In "Step Up", Anju Jain, founder of Chai Pe, a platform for developing professional women, explains why gender disparity is an issue both at home and work, and how that can be changed.

 

She presents practical techniques in a simple matrix for women to use to become successful. According to Jain, an uncommitted leadership is the biggest reason for fewer women in organisations.

 

"You would agree that it is the top leaders, the ones in position of power, who can set the direction for the rest of the organisation to follow. For when the leadership wants something, it becomes a mandate and magically, all things fall in place.
 

"There is strong governance, people are held accountable, progress is monitored and there is an avid communication and recognition for a job well done," she writes in the book, published by Penguin Random House.

 

She says as a developmental psychologist and having dabbled in subjects of anthropology and sociology, and now as a business professional, she looks at women leadership contextually within the environment, they are embedded in.

 

"You would agree that we cannot look at women in isolation of their upbringing, their family and social circumstances.

 

"The book presents a holistic picture that explains how societies and role divisions have evolved, their impact on the present scenario and what can be done to enable a change going forward. I deliberate on the significant change agents and the partners to address the current scenario of missing women," she says.

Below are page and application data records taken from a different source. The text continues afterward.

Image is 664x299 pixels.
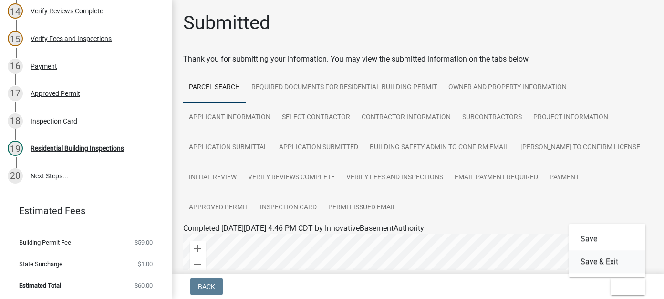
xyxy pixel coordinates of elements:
[544,163,585,193] a: Payment
[183,163,242,193] a: Initial Review
[449,163,544,193] a: Email Payment Required
[190,278,223,295] button: Back
[135,240,153,246] span: $59.00
[19,261,63,267] span: State Surcharge
[190,257,206,272] div: Zoom out
[31,118,77,125] div: Inspection Card
[8,3,23,19] div: 14
[8,141,23,156] div: 19
[364,133,515,163] a: Building Safety Admin to Confirm Email
[528,103,614,133] a: Project Information
[183,103,276,133] a: Applicant Information
[183,11,271,34] h1: Submitted
[273,133,364,163] a: Application Submitted
[183,193,254,223] a: Approved Permit
[569,224,646,277] div: Exit
[356,103,457,133] a: Contractor Information
[190,242,206,257] div: Zoom in
[323,193,402,223] a: Permit Issued Email
[19,283,61,289] span: Estimated Total
[8,59,23,74] div: 16
[183,73,246,103] a: Parcel search
[276,103,356,133] a: Select contractor
[611,278,646,295] button: Exit
[183,53,653,65] div: Thank you for submitting your information. You may view the submitted information on the tabs below.
[443,73,573,103] a: Owner and Property Information
[19,240,71,246] span: Building Permit Fee
[254,193,323,223] a: Inspection Card
[246,73,443,103] a: Required Documents for Residential Building Permit
[619,283,632,291] span: Exit
[31,63,57,70] div: Payment
[8,168,23,184] div: 20
[242,163,341,193] a: Verify Reviews Complete
[31,8,103,14] div: Verify Reviews Complete
[183,224,424,233] span: Completed [DATE][DATE] 4:46 PM CDT by InnovativeBasementAuthority
[138,261,153,267] span: $1.00
[8,114,23,129] div: 18
[341,163,449,193] a: Verify Fees and Inspections
[198,283,215,291] span: Back
[8,31,23,46] div: 15
[515,133,646,163] a: [PERSON_NAME] to confirm License
[569,228,646,251] button: Save
[135,283,153,289] span: $60.00
[569,251,646,273] button: Save & Exit
[8,86,23,101] div: 17
[31,145,124,152] div: Residential Building Inspections
[457,103,528,133] a: Subcontractors
[31,35,112,42] div: Verify Fees and Inspections
[183,133,273,163] a: Application Submittal
[8,201,157,221] a: Estimated Fees
[31,90,80,97] div: Approved Permit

What are the critical strategies and the how-tos that women and their key partners can adopt in order to succeed?

Women, men, families, companies, media and the policymakers are integral to this discussion. All have to work in tandem if one truly wants a sustainable change.

"Much of the insights in the book are gleaned from my work experience and from the last four years of work at my company called Chai Pe, which offers a platform to develop professional women," says Jain.
 

"The name of the company in Hindi means 'over tea'. The intent of the name was to connote informality; learn and share with women and men over a cup of tea in a non-threatening environment, where you can be yourself and not worry about the repercussions of being honest and fearless.  "As part of it, I hosted interactive conversations with leaders, facilitated case studies especially curated for Indian women, and conducted immersive hands-on workshops to role-play difficult situations," she writes.


Collectively, these interactions gave Jain the foundation to her book.  "The participants included middle to senior management professionals who candidly shared their challenges, fears and
learning. Their insights were critical to my holistic understanding of the missing women scenario," she says.